Digital twins were everywhere and were shown to impact so many facets of a company's departments and processes. There were demonstrations of how research and design are accelerated due to the ability to make non-destructive changes to other team members' work within a digital twin and any physical models that may be built. This use case helps in the reasoning of ROI in my mind, as discussed above, where capital is saved by not having to physically remodel based on miscalculation and consolidation of design platforms between the team members. Digital twins are also shown to enable other facets of client business, with marketing as an example. The ability to generate realistic models of new products within varying environments without the need to physically go to "location" to create the idea of the product working within varying client scenarios.
Robotics was, of course a huge draw. Admittedly, I did pat a head of a quadrupedal (I could not resist) as it was lying on the floor. The humanoids were talking on the floor, vacuuming carpet, shaking hands, and drawing large crowds. There are advances in the intelligent capabilities of this physical AI, though many are still questioning where this technology can be most effectively enabled for the business. WWT has clients that are bringing bipedal and quadrupedal humanoids into their environments to understand this, and we see many possibilities in repetitive tasks, human co-working, and monitoring (paper route) functions that the technology can impact with the monitoring use case helping in one area I mentioned before with risk in human safety. There are challenges to overcome for specific movements that some of the robotics cannot accommodate and need physical modification. Still, without the builder mentality and lifecycle approach, the outcomes may not come to reality for clients in their work streams and environments.

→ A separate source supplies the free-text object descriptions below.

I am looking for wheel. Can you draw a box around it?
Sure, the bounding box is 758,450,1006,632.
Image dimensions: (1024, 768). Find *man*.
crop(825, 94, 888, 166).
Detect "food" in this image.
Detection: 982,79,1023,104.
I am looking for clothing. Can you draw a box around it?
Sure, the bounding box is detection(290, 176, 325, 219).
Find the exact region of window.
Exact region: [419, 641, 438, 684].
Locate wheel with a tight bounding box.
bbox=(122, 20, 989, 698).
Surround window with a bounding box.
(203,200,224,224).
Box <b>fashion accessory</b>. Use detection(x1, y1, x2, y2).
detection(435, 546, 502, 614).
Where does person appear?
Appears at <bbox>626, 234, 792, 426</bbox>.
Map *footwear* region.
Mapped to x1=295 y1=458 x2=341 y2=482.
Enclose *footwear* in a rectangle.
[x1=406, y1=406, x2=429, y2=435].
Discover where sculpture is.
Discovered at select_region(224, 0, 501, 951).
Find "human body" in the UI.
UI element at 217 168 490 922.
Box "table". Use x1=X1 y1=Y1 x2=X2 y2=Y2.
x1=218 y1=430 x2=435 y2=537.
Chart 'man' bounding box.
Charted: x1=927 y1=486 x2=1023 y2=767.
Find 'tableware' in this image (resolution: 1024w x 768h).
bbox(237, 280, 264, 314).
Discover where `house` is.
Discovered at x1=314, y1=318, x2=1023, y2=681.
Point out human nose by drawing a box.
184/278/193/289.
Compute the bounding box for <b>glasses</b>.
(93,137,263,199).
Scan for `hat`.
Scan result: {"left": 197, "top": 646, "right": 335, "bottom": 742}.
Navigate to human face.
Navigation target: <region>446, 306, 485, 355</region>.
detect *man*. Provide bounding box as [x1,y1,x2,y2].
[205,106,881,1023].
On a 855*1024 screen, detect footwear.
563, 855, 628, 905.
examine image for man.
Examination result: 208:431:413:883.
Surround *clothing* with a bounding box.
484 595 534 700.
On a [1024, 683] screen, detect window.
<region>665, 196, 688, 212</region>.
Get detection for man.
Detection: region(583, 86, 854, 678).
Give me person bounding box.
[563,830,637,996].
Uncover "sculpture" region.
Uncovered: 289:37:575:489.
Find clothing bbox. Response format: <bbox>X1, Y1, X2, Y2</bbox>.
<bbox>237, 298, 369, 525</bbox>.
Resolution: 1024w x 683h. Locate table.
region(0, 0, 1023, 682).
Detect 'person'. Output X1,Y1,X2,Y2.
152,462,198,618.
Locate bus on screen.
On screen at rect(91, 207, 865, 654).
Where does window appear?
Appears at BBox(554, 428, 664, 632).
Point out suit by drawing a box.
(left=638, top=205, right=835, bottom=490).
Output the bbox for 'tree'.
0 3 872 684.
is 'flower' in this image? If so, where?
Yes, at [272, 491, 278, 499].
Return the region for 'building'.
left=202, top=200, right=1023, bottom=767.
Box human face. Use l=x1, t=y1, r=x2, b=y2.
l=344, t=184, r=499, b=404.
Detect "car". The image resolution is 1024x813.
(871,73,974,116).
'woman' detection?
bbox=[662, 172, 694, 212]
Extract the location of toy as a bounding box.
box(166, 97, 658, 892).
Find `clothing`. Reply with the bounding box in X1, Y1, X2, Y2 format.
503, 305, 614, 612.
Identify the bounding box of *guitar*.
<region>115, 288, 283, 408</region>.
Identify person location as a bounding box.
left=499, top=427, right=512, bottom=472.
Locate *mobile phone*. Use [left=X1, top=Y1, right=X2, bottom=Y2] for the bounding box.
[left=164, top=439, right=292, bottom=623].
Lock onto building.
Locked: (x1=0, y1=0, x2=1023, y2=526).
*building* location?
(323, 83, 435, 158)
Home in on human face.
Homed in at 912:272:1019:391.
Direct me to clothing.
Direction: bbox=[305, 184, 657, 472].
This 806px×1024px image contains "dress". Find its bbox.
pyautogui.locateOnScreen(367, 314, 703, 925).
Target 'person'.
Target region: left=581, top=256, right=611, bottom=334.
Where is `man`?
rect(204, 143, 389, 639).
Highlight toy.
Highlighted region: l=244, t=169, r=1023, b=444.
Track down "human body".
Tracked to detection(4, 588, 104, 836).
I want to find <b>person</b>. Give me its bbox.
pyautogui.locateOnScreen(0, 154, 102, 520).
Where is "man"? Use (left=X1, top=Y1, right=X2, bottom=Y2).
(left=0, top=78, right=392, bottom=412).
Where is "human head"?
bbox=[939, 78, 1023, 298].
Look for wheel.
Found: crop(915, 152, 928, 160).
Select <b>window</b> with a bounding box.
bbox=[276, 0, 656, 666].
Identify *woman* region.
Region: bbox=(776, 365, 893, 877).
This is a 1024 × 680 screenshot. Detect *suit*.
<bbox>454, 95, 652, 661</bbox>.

The final topic I put forward was industrial agentic assistant. The industrial aspect of the agent has nothing to do with the form factor but rather the intelligence, platforms and processes that it is interacting with. I had put forward my vision of this earlier in the Atom Ai section. As mentioned, this is enabled by the capabilities of agents amongst various data sources, OEMs and processes. An example of a starting point was shown by an industrial automation company that had integrated an industrial assistant into its HMI, allowing an operator to utilize natural language to engage with the machine for training, maintenance, and overall process health. An additional aspect of this solution was that the machine had integrated NVIDIA hardware and software to allow the internal process that was using X-ray to be exposed to the operator in the form of a digital twin and AR glasses. I was very interested in this as the machine enabled two AI topics, a digital twin and an industrial assistant, in one, which could potentially be used as a source for an agentic community within the overall facility, which was a single part of the production process.
Closing
In closing, I walked away from the conference more informed and energized to continue the journey of AI within manufacturing. I have experienced many success stories, heard about missteps, and been exposed to some of the capabilities yet to come. I encourage everyone to keep thinking of ways to positively impact your company's AI journey and who you can go on it with from internal and external partnerships.